Here's one for you: We have a student assistant for the summer. He's supposed to begin at 8:00 a.m. No problem, right? He has no classes in the summer. BUT... he CANNOT arrive by eight....it is always 8:30 before he gets in. So, the hours are adjusted to 8:30 a.m.... Now it's a lead pipe cinch he will NOT arrive until 9:00 a.m.
Just say'n
Way too broad a statement. Leftists regard themselves as part of a movement. Anything can be justified if it can be portrayed as furthering the movement toward its goals. The vast majority of Americans don't believe that. Voters in Weiner's district would prefer that he not have acted in that manner, but they were making a cost-benefit judgment.

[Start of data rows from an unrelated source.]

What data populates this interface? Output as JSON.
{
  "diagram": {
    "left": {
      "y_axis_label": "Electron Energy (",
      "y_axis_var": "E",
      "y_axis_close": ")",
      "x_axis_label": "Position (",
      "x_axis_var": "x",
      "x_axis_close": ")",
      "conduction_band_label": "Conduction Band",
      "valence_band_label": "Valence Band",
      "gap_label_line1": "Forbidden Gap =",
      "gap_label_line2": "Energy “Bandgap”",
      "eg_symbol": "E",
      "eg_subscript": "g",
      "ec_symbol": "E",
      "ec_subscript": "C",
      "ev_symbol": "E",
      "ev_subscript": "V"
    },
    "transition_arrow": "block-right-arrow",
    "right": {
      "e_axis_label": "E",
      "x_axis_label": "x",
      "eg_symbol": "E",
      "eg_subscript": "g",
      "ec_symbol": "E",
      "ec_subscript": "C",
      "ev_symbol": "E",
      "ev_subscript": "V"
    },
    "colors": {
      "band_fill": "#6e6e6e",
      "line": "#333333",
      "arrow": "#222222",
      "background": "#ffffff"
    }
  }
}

This demonstrates the extent to which decent people have been enslaved by the political system.
Very well said Louis.
FMCDH(BITS)
I had motives for not wanting the world to have meaning. For myself, as no doubt for most of my contemporaraies, the philosophy of meaninglessness was essentially an instrument of liberation.
The liberation we desired was simultaneously liberation from a certain system of morality.

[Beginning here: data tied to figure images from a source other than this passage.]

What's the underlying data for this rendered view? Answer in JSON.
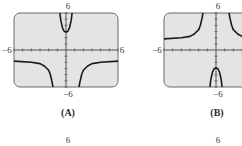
{
  "chart_data": [
    {
      "type": "line",
      "panel": "A",
      "caption": "(A)",
      "title": "",
      "xlabel": "",
      "ylabel": "",
      "xlim": [
        -6,
        6
      ],
      "ylim": [
        -6,
        6
      ],
      "tick_labels": {
        "x_min": "−6",
        "x_max": "6",
        "y_min": "−6",
        "y_max": "6"
      },
      "grid": false,
      "series": [
        {
          "name": "left-branch",
          "x": [
            -6,
            -4,
            -3,
            -2.5,
            -2,
            -1.8,
            -1.6,
            -1.5
          ],
          "y": [
            -1.8,
            -2.0,
            -2.2,
            -2.6,
            -3.3,
            -4.0,
            -5.2,
            -6
          ]
        },
        {
          "name": "center-branch",
          "x": [
            -0.7,
            -0.6,
            -0.4,
            -0.2,
            0,
            0.2,
            0.4,
            0.6,
            0.7
          ],
          "y": [
            6,
            4.8,
            3.6,
            3.0,
            2.9,
            3.0,
            3.6,
            4.8,
            6
          ]
        },
        {
          "name": "right-branch",
          "x": [
            1.5,
            1.6,
            1.8,
            2,
            2.5,
            3,
            4,
            6
          ],
          "y": [
            -6,
            -5.2,
            -4.0,
            -3.3,
            -2.6,
            -2.2,
            -2.0,
            -1.8
          ]
        }
      ]
    },
    {
      "type": "line",
      "panel": "B",
      "caption": "(B)",
      "title": "",
      "xlabel": "",
      "ylabel": "",
      "xlim": [
        -6,
        6
      ],
      "ylim": [
        -6,
        6
      ],
      "tick_labels": {
        "x_min": "−6",
        "x_max": "6",
        "y_min": "−6",
        "y_max": "6"
      },
      "grid": false,
      "series": [
        {
          "name": "left-branch",
          "x": [
            -6,
            -4,
            -3,
            -2.5,
            -2,
            -1.8,
            -1.6,
            -1.5
          ],
          "y": [
            1.8,
            2.0,
            2.2,
            2.6,
            3.3,
            4.0,
            5.2,
            6
          ]
        },
        {
          "name": "center-branch",
          "x": [
            -0.7,
            -0.6,
            -0.4,
            -0.2,
            0,
            0.2,
            0.4,
            0.6,
            0.7
          ],
          "y": [
            -6,
            -4.8,
            -3.6,
            -3.0,
            -2.9,
            -3.0,
            -3.6,
            -4.8,
            -6
          ]
        },
        {
          "name": "right-branch",
          "x": [
            1.5,
            1.6,
            1.8,
            2,
            2.5,
            3,
            4,
            6
          ],
          "y": [
            6,
            5.2,
            4.0,
            3.3,
            2.6,
            2.2,
            2.0,
            1.8
          ]
        }
      ]
    }
  ],
  "next_row": {
    "label_a": "6",
    "label_b": "6"
  }
}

We objected to the morality, because it interfered with our sexual freedom. We objected to the political and economic system, because it was unjust.
The supporters of these systems claim that in some way they embodied the meaning-- a Christian meaning, they insisted-- of the world.
There was one admirably simple method of confusing these people and at the same time justify ourselves in our political and erotic revolt. We could deny that the world had any meaning whatsoever. (Huxley, Ends and Means p. 27, 1937)
I mean, one important lesson from the Weiner saga is that a combination of an iPhone and a Twitter account just gives a person a lot of ways to demonstrate to the world just how big an imbecile he is.
Interesting.
I kept hoping and hoping to see her caught in the crossfire, and was disappointed every episode.
We’ve got one of those but he’s a full-grown ‘adult’ who can’t make it in on time to save his life. Half an hour late, almost every day.
I do not believe that lewdness found out more easily accounts for the denigration of morality. It is certainly true that communications are easier.
On the other hand the com pros are less inclined to publicize miscreant behavior especially among their heroes. The sheer volume of immorality and its ease of penetration into the culture is worsening. There is no question that we are headed down a road to destruction.
Not broad at all as your explanation clarifies. The liberal movement fosters loosened morality, spendthrift economics and radical democracy. How is my comment too road?
Sorry Louis. I interpreted you to mean “most Americans”. If you meant “most liberals” then I have no quibble with your post.